The third article by Anne Marie Dahler, Lis Holm Petersen and Pernille Tanggaard Andersen analyzes the roles, expectations and normativities inscribed into assistive technologies. The article illustrates the different and often contrasting expectations build into a ‘wash toilet’, which is supposed to render elderly citizens independent of care work when using the toilet or, conversely, to make caring for them less strenuous for nurses. The article offers both an illustrative account of the numerous difficulties involved in getting a toilet to work as intended and—on a more conceptual level—a post-humanist argument that to be independent implies, in fact, a substantial socio-technical dependence.
Taken together, the articles in this special issue forefront the intellectual productivity of thinking social work and STS together.
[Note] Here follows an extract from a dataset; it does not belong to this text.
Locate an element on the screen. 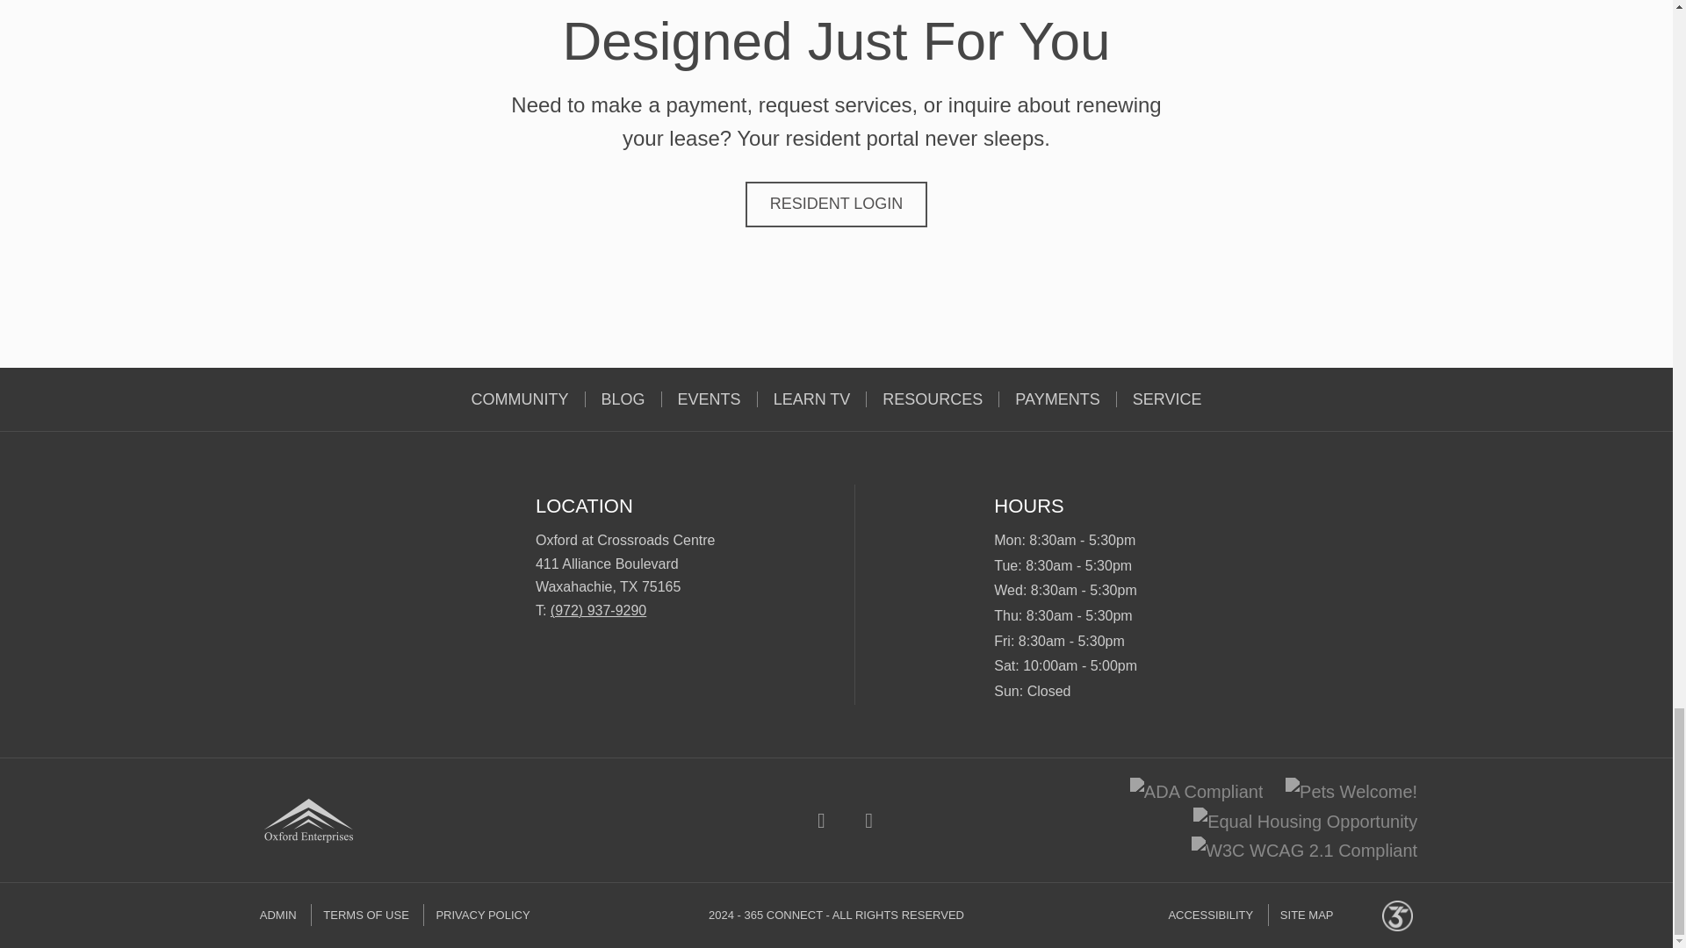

It is our hope that the special issue may serve as inspiration for both social work researchers and STS scholars, and that it may inspire further encounters between these fields.
In a final remark, we would like to express our appreciation to everyone who contributed to the various encounters between STS and social work but did not get their name on this special issue: those who presented papers, drafted articles and served as reviewers - their participation in the dialogue was substantive and much appreciated. We would also like to thank Louise Nørgaard Glud for her work and her contributions in forming this special issue.
References
Deleuze, G. & Parnet, C. (2006). Dialogues II (2nd ed.). London: Continuum.
Ferguson, H. (2008). Liquid social work: Welfare interventions as mobile practices. British Journal of Social Work, 38(3), 561–579. https://doi.org/10.1093/bjsw/bcl367
Ferguson, H. (2010). Therapeutic journeys: the car as a vehicle for working with children and families and theorising practice. Journal of Social Work Practice, 24(2), 121–138. https://doi.org/10.1080/02650531003741553
Julkunen, I., & Uggerhøj, L. (2016). Negotiating Practice Research. Journal of Teaching in Social Work, 36(1), 6–10. https://doi.org/10.1080/08841233.2016.1119625
Latour, B. (2005). Reassembling the Social: An Introduction to Actor-Network-Theory. Oxford, UK: Oxford University Press. https://doi.org/10.1163/156916307X189086
Zuiderent-Jerak, T. (2015). Situated Intervention: Sociological Experiments in Health Care. Cambridge & London: The MIT Press
Biographical note
Lars Bo Andersen, PhD, is a postdoc at Information Studies at Aarhus University. Lars is researching how technologies are used to affect power, politics and identities in processes of social change.
Rasmus Hoffmann Birk, PhD, is a research assistant at the Department of Communication & Psychology at Aalborg University. Rasmus’ research focuses, amongst other things, on marginalization and the urban, on mental illness and subjectivity, and he draws on STS to understand these areas.